Quis custodiet ipsos custodes?
@Stefanhope, you definitely shouldn't be able to fit the bullet back in there by hand. Think about it... If you can slide it in by hand, what's to stop it from wiggling back out?
Do you have a set of calipers? Measure the outisde diameter of the bullet, should be 0.284". Measure the inside diameter of the neck, should be about 0.280". You'll need the force of the press to push the bullet down into that - but it means the neck will grip the bullet like an elastic band as it's forced open.
Lube on the inside of the neck helps the expander ball (the bulge on the spindle in the middle of your resizing die) force its way through the neck. But you don't want that lube - waxes, oils, etc. - contaminating the powder you're going to put in there later, so remove it after you've resized. Use alcohol, soapy water, Q-tips, whatever.
YouTube. Reloading manuals. There's lots of resources out there.
Cheers for the info, yeah makes sense to me that the neck needs to be tight so the bullet is held in cheers
News to me too.
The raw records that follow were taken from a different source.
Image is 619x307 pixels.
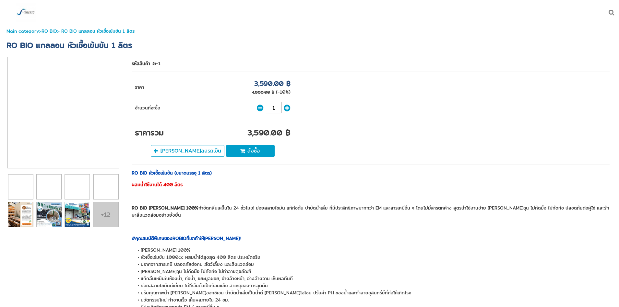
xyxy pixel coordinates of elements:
[276,88,290,96] span: (-10%)
[247,147,260,155] span: สั่งซื้อ
[132,205,198,212] strong: RO BIO [PERSON_NAME] 100%
[6,28,39,35] a: Main category
[153,60,160,67] span: G-1
[141,247,190,254] span: [PERSON_NAME] 100%
[132,117,180,142] td: ราคารวม
[141,261,254,268] span: ปราศจากสารเคมี ปลอดภัยต่อคน สัตว์เลี้ยง และสิ่งแวดล้อม
[254,78,290,88] p: 3,590.00 ฿
[151,145,224,157] button: [PERSON_NAME]ลงรถเข็น
[141,275,293,282] span: แก้กลิ่นเหม็นในห้องน้ำ, ท่อน้ำ, ขยะมูลฝอย, อ่างล้างหน้า, อ่างล้างจาน เห็นผลทันที
[226,145,275,157] button: สั่งซื้อ
[141,254,260,261] span: หัวเชื้อเข้มข้น 1000cc ผสมน้ำได้สูงสุด 400 ลิตร ประหยัดจริง
[132,205,609,219] p: กำจัดกลิ่นเหม็นใน 24 ชั่วโมง! ย่อยสลายไขมัน แก้ท่อตัน บำบัดน้ำเสีย ที่มีประสิทธิภาพมากกว่า EM และ...
[16,3,36,22] img: large-1644130236041.jpg
[141,282,268,289] span: ย่อยสลายไขมันดีเยี่ยม ไม่ให้จับตัวเป็นก้อนแข็ง สาเหตุของการอุดตัน
[180,117,294,142] td: 3,590.00 ฿
[37,202,62,227] img: e4e8fc325aa24844b8cbee2ee0dc281d
[8,202,33,227] img: e37c2cfd28c348b78abac27a7fe1faab
[252,89,274,95] p: 4,000.00 ฿
[141,268,251,275] span: [PERSON_NAME]ฉุน ไม่กัดมือ ไม่กัดท่อ ไม่ทำลายสุขภัณฑ์
[141,289,411,297] span: ปรับคุณภาพน้ำ [PERSON_NAME]ออกซิเจน บำบัดน้ำเสียเป็นน้ำดี [PERSON_NAME]โอโซน ปรับค่า PH ของน้ำและ...
[132,181,183,188] strong: ผสมน้ำใช้งานได้ 400 ลิตร
[132,75,180,99] td: ราคา
[132,170,212,177] strong: RO BIO หัวเชื้อเข้มข้น (ขนาดบรรจุ 1 ลิตร)
[132,60,153,67] b: รหัสสินค้า :
[132,235,241,242] strong: #คุณสมบัติพิเศษของROBIOที่เราท้าให้[PERSON_NAME]!
[41,28,57,35] a: RO BIO
[141,297,229,304] span: นวัตกรรมใหม่ ทำงานเร็ว เห็นผลภายใน 24 ชม.
[160,147,221,155] span: [PERSON_NAME]ลงรถเข็น
[135,104,160,112] span: จำนวนที่จะซื้อ
[6,39,132,51] span: RO BIO แกลลอน หัวเชื้อเข้มข้น 1 ลิตร
[93,202,118,227] a: +12
[93,210,118,220] div: +12
[65,202,90,227] img: 46fe287de5354e68b8a373c2afde7456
I reload ~4000 cases per year and have never lubed inside the neck.
FWIW my procedure is:
Lube the neck and shoulder with a very light coat of Imperial Sizing Wax.
Deprime and full length size with a Redding die with appropriate bushing die.
(Full length as the case could be loaded for 3 different but similar rifles with slightly different chambers)
Ultrasonic clean, dry cases in oven at 120 deg, air cool.
Never have to clean primer pockets or necks.
Add primer, powder and projectile.
Fire and repeat.
I watched and learnt from a number of experienced shooters/reloaders.
I developed a process that works for me and delivers the accuracy I want/need.